Grandma Mac walked with a limp and used a cane for her entire 70-odd years. The story we always heard was that when she was a baby, someone had pulled her foot through the rungs of her crib and twisted it. Accidentally or on purpose? That was not determined because the question was never asked. All of us, my mother, her siblings and we children, simply took the story at face value, as just something that could happen in those impossibly long-ago days when Grandma was a baby. "Somebody twisted her foot through the crib." It appeared as though the protruding ankle bone that is normally on the side of the foot was positioned on the top, right where the foot attaches to the leg. Grandma never complained once about this state of affairs, at least in my hearing. For her, the way she walked was simply walking. But it must have made housework difficult for her, especially with five small children in a big house without many conveniences, "modern" or otherwise.
Grandma presented a simple, child-like character to the world that was no act. Many realities of the modern 1950s simply eluded her. My earliest realization of this came when I was very young, five or six years old. My mother and I had gone over to Hillcrest Heights one summer Tuesday. I had brought a box of crayons and unthinkingly left them in the sun on the shelf behind the back seat of the car. A bit later when we got back into the car to go to the store, the crayons had turned into a colorful wax puddle on the shelf. As clear as day I can still hear Grandma say in utter surprise, "oh, do crayons melt?" I remember thinking I was surprised, but that Grandma shouldn't have been. And my mother was so shocked at the question, she forgot to reprimand me for being careless. (Thanks, Grandma!)
Grandma loved her "stories," the soap operas she had started listening to on the radio and followed to television. But her involvement with them went beyond mere entertainment. She was convinced that there were real people in those boxes living out their problem-fraught lives. More than once she declared, "someone has got to tell that woman what her husband is doing behind her back!" If you told her it wasn't real, it was just a play, she gave you a pitiful look that clearly indicated she thought you were crazy. These people were in real trouble and here you were doubting it! There used to be a TV show called "International Showtime," a review of circus acts from around the world. The actor Don Ameche hosted from a seat in the audience, where he'd look into the camera and introduce the acts. Once when Grandma and I were watching the show together, she took the opportunity to clear something up she'd been wondering about. When Ameche starting talking, she asked, "can he see us like we can see him?" I explained he couldn't, that he was looking into a TV camera that broadcast his picture around the country. "Camera?" she asked. I let it go. I'm sure she never quite understood what this TV phenomenon was.
After Grandpop died, Grandma came to live with us in Falls Church. She was very religious. Every afternoon she'd go to her room to say the rosary and then take a nap. Hoping to get her interested in reading, my mother gave her one of her favorte inspirational books, The Sermon On The Mount. Every now and then Mother would ask Grandma how she was doing with the book. "Oh, I like it!" she'd say. "I'm up to page 37!" For her books were things to be got through, not understood. She'd watch Bishop Fulton Sheen on TV and get the message, but books were not known for their messages, as far as Grandma was concerned.

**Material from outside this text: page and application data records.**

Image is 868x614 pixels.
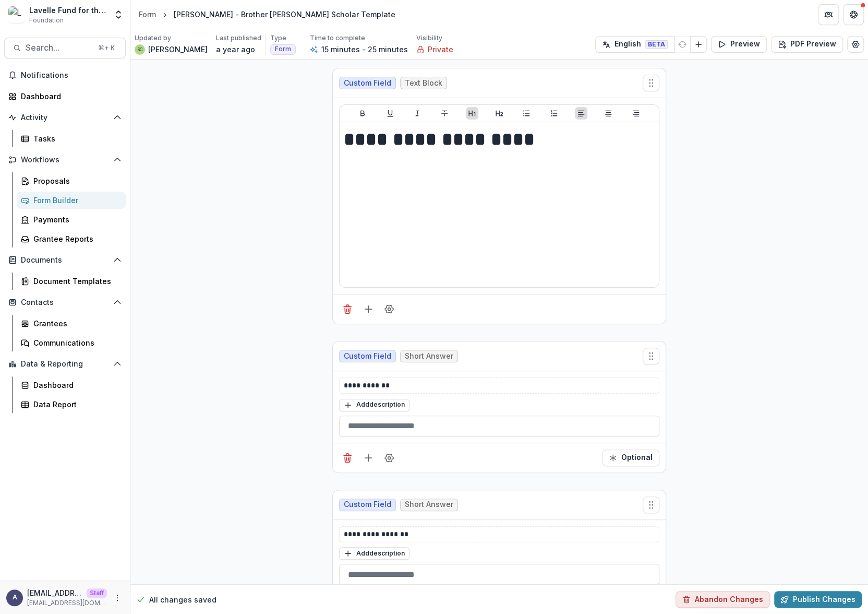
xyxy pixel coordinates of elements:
button: Edit Form Settings [847,36,864,53]
p: Updated by [134,33,171,43]
button: Align Center [602,107,614,119]
button: Delete field [339,449,356,466]
span: Notifications [21,71,122,80]
span: Contacts [21,298,109,307]
button: Underline [383,107,396,119]
button: Open Documents [4,252,125,268]
button: Refresh Translation [674,36,691,53]
button: Preview [710,36,767,53]
button: Italicize [411,107,424,119]
a: Dashboard [17,376,125,393]
p: Private [427,44,453,55]
p: [PERSON_NAME] [148,44,208,55]
button: Abandon Changes [675,591,769,608]
span: Workflows [21,155,109,164]
p: Type [271,33,287,43]
p: Staff [87,588,107,597]
div: [PERSON_NAME] - Brother [PERSON_NAME] Scholar Template [174,9,395,20]
a: Grantees [17,315,125,332]
button: Bold [357,107,369,119]
p: a year ago [216,44,255,55]
button: Delete field [339,300,356,317]
button: Open Activity [4,109,125,125]
div: Grantee Reports [33,233,117,244]
span: Text Block [405,79,443,88]
button: Adddescription [339,399,409,411]
button: English BETA [595,36,675,53]
button: Add field [360,449,376,466]
a: Form Builder [17,192,125,209]
div: Grantees [33,317,117,329]
button: Search... [4,38,125,58]
a: Data Report [17,395,125,412]
button: Get Help [843,4,864,25]
a: Dashboard [4,88,125,105]
img: Lavelle Fund for the Blind [8,6,25,23]
div: ⌘ + K [96,42,116,54]
button: Heading 1 [466,107,478,119]
p: Last published [216,33,262,43]
span: Custom Field [344,351,391,360]
div: Data Report [33,399,117,410]
button: Add field [360,300,376,317]
button: Adddescription [339,547,409,559]
button: Field Settings [381,300,398,317]
p: [EMAIL_ADDRESS][DOMAIN_NAME] [27,598,107,608]
a: Tasks [17,130,125,147]
button: Open entity switcher [111,4,125,25]
button: Ordered List [547,107,560,119]
button: Add Language [690,36,707,53]
div: Form Builder [33,195,117,205]
span: Data & Reporting [21,359,109,368]
div: Dashboard [33,379,117,390]
div: Communications [33,337,117,348]
button: Open Workflows [4,151,125,168]
span: Custom Field [344,500,391,509]
span: Activity [21,113,109,122]
p: All changes saved [149,593,217,605]
span: Form [275,46,291,53]
div: Form [139,9,156,20]
a: Communications [17,334,125,351]
button: Open Contacts [4,294,125,310]
button: Strike [438,107,451,119]
div: Document Templates [33,275,117,287]
span: Search... [26,43,91,53]
a: Form [134,7,160,22]
button: Required [602,449,659,466]
button: Open Data & Reporting [4,355,125,372]
a: Proposals [17,172,125,189]
p: Time to complete [310,33,365,43]
button: Align Left [574,107,587,119]
span: Short Answer [405,500,453,509]
button: Heading 2 [493,107,505,119]
button: More [111,592,124,603]
nav: breadcrumb [134,7,400,22]
button: Move field [642,348,659,364]
a: Document Templates [17,272,125,290]
button: Move field [642,497,659,513]
p: 15 minutes - 25 minutes [322,44,408,55]
button: Partners [818,4,838,25]
button: Bullet List [520,107,532,119]
p: [EMAIL_ADDRESS][DOMAIN_NAME] [27,587,82,598]
button: PDF Preview [770,36,843,53]
div: Dashboard [21,91,117,102]
div: Sandra Ching [137,48,142,52]
div: Proposals [33,176,117,186]
div: Tasks [33,133,117,144]
div: Lavelle Fund for the Blind [30,4,107,15]
div: adhitya@trytemelio.com [13,593,17,601]
button: Publish Changes [774,591,862,608]
button: Align Right [630,107,642,119]
div: Payments [33,214,117,225]
span: Foundation [30,15,64,25]
button: Field Settings [381,449,398,466]
span: Custom Field [344,79,391,88]
span: Short Answer [405,351,453,360]
button: Notifications [4,67,125,83]
span: Documents [21,255,109,264]
a: Payments [17,211,125,228]
button: Move field [642,74,659,91]
a: Grantee Reports [17,230,125,247]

If it is true that women in her day were not expected to learn any skills beyond those necessary to care for a home, then Grandma Mac was a prime example of her generation. Of a piece with her ignorance of crayons and TV was the fact that she knew nothing whatsoever of the larger concerns about running a household, such as money management. She was given an allowance by Grandpop to spend as she saw fit. When Grandpop died, Grandma was in her late sixties and had never written a check. She knew nothing of budgets or paying bills. In order for the lights and heat to stay on, the Hillcrest Heights house budget became one of my mother's jobs until Grandma moved in with us.
In spite of her simple nature, or maybe because of it, Grandma loved to laugh. She was always up for a joke, and in spite of everything she possessed an unshakable, core-deep optimism that passed from her through my mother and now resides in my sister and me. It wasn't a matter of persevering against odds, or showing a game face to life's challenges. She was just, in her heart, happy. Grandma had a stroke when I was around 12, from which she never recovered. Soon after was taken to the hospital, my mother and I went to visit her. The stroke made it impossible for Grandma to form intelligible words, but evidently she didn't know that. She saw us enter the room and immediately began a long and animated discourse in utter gobbledygook sounds. My mother and I glanced at each other and burst into embarrassed laughter, the kind that is the more irrepressible because it isn't supposed to be happening. Grandma saw us laughing and joined right in. Whatever the joke was, she wanted to be a part of it.
That picture of her broad, laughing Irish face is my Grandma Mac's final, indelible gift to me, and I will carry it with me until my own last laugh. When that time comes, may I be half so generous.